Tuesday, December 22, 2009

Summer Returns to the Kitchen

There hasn't been much to blog about around these parts for a good long time. After a while, eating local just becomes part of the landscape of things. (Although once in a while, something reminds you that the way you eat isn't the norm. Like picking up eggs in a convenience store - where items are typically priced higher than a grocery store - and being floored by how cheap they are.)

And then the holidays come around.

For me, Christmas is always a big deal. I love giving things, and even in years when I've planned well ahead (note: not this year!), I can't help but add more and more as the day grows nearer.
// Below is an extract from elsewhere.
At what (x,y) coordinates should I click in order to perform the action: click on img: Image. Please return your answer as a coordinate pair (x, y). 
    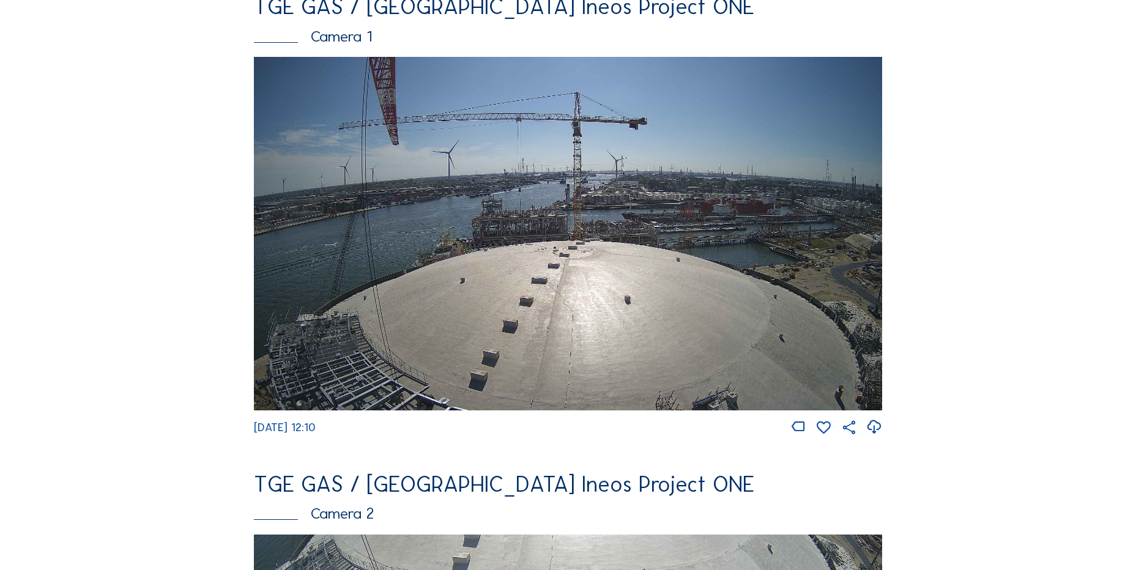
    Looking at the image, I should click on (568, 234).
This can get hairy in the years when I didn't plan.

But that doesn't stop me.

I'm always a little bit funny about giving away cookies. (Fawn: Sorry for passing my issues on to you! LOL.) But as it happens, I'm spending another Christmas broke. What to do? Bake, of course. I still haven't got a local source for flour and other baking items (indeed, many you probably can't get locally no matter how hard you try - like sugar, or chocolate), so I won't share much about that here.

But for those people who are really special, I can't stop myself at baking. And that's how I came to get out the candy thermometer for some yogurt again. To go with it, I'm breaking out some of the summer's blueberries, which I froze back in August. I'm making two quarts of yogurt and I'm guesstimating I'll need about a cup of blueberry stuff per quart, so I put together the following:



Blueberries for Yogurt

2 cups of blueberries
3/8 cup sugar
1½ tablespoons cornstarch
a pinch of salt
¼ teaspoon cinnamon

Place together in a medium saucepan. Cook until thickened.



The yogurt and the blueberries will be big hits with fans of whole-milk yogurt, and they're nice local gifts, too. The best part is that, as you're cooking up the fruit stuff, all the smells of the summer come wafting up at you and you take a little trip down memory lane. I'm far removed from the blueberry picking I did this past summer now, but it's getting me thinking about spring. Maybe it's time to really give that seed catalog a look...

Another great local gift is applesauce. It's simple, it's super-easy, and few people ever make it anymore, so it's still special. And it's inexpensive! If you're lucky enough to live where there's a winter farmer's market, you can easily get your hands on some good local apples. Where we are we're very spoiled - smack in between the Greenmarket in downtown Schenectady, and the Saratoga Farmer's Market.

This is what I'm doing for my father, the non-homemade-yogurt-eater. All that's required to make applesauce is cored, peeled apples and a little bit of water. Let them cook in a saucepan till they get squooshy, and then add whatever sweeteners or spices you like. This is big with kids, too, who are every bit as wild about it as the jarred stuff. (Meanwhile they won't touch the homemade yogurt, in my experience. Maybe when they're grown!)